Before the day is over, I’ll stand in the dark, earthy stillness of a Bighouse in the village. Eat a gourmet picnic on the riverbank. Gasp at Lacy Falls: thin sheets of water cascading down a rock face that really do look like endless, scalloped rows of lace slipping into the ocean. Laugh at sea lions lounging and squabbling. Watch Pacific white-sided dolphins carve their way through our wake. And when I’m back at Nimmo Bay that night, seated on the floating fire dock with the forest at my back and the still bay before me, I’ll remember Moon’s words.
“I’ve got to have the trees around me. I’ve got to have the water.”
Ever since the main lodge was first towed into the bay in 1981, Nimmo Bay Wilderness Resort has minimized its footprint on the surrounding wilderness. Because most buildings are floating or built on a rocky outcrop, the resort has had little effect on the forest habitat at the base of Mount Stephens.

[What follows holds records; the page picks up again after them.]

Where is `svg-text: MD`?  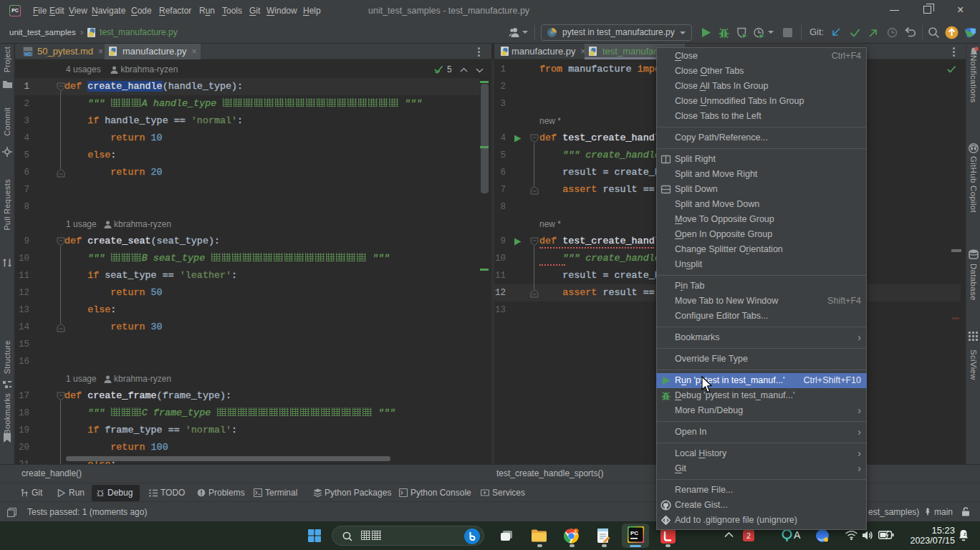
svg-text: MD is located at coordinates (29, 54).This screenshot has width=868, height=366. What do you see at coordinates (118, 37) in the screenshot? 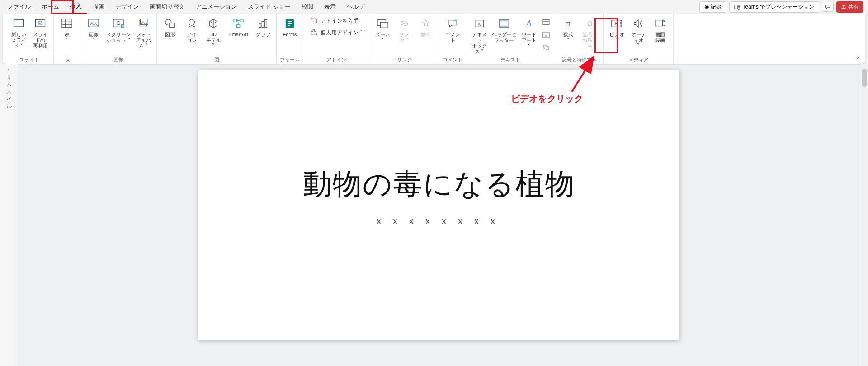
I see `screenshot-label: スクリーン ショット ˅` at bounding box center [118, 37].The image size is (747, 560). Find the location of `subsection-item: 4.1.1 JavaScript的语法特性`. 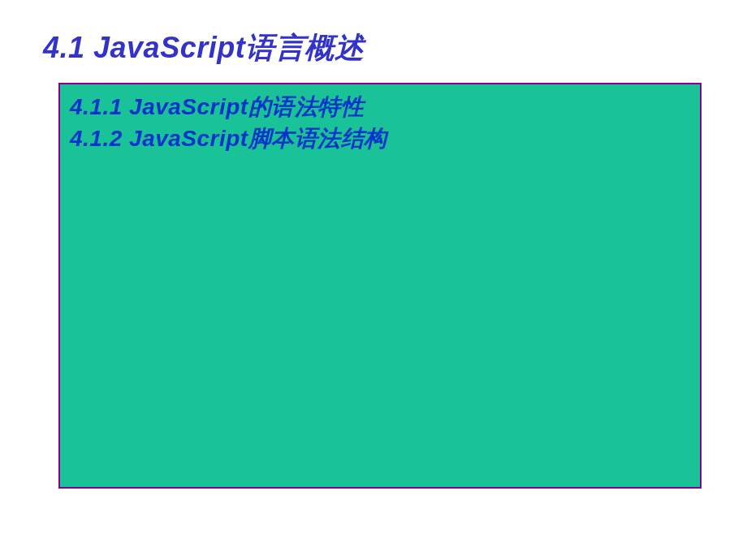

subsection-item: 4.1.1 JavaScript的语法特性 is located at coordinates (380, 107). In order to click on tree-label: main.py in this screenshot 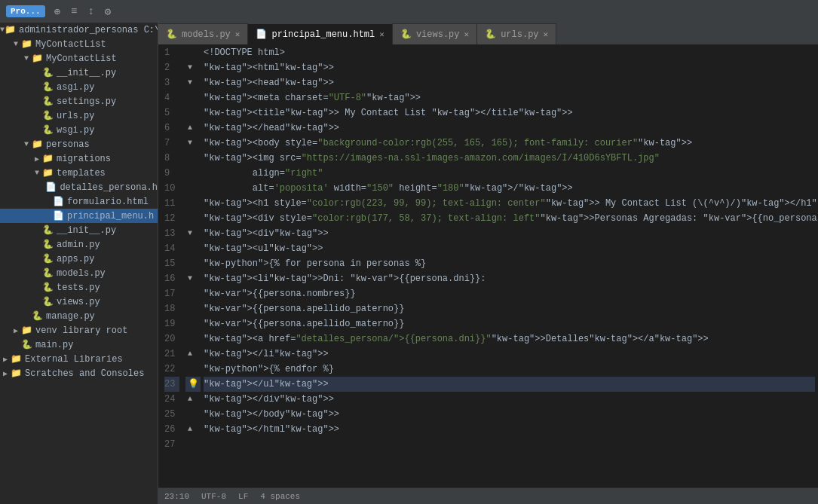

The resort is built around a waterfall—its source of clean energy. It thoroughly treats its wastewater before sending it into the sea. No toxic chemicals are used to preserve the chalets’ wooden siding. And as much found wood as possible is burned in fireplaces (instead of cutting down living trees).
But the greatest sustainability challenge happens off site. Guests come from all over the world to stay here. Most fly to Vancouver Island and then take a 20-minute floatplane ride to the resort.
“The biggest carbon footprint is just getting here,” Murray says. Travel makes up 55 percent of the resort’s total footprint and is roughly equivalent to the emissions from 158 cars per year. He plans to offset this and make Nimmo Bay carbon negative by 2025.
Vanessa Annand is alive’s managing editor. She and alive photographer Scott Yavis were hosted by Nimmo Bay Wilderness Resort for four days in May.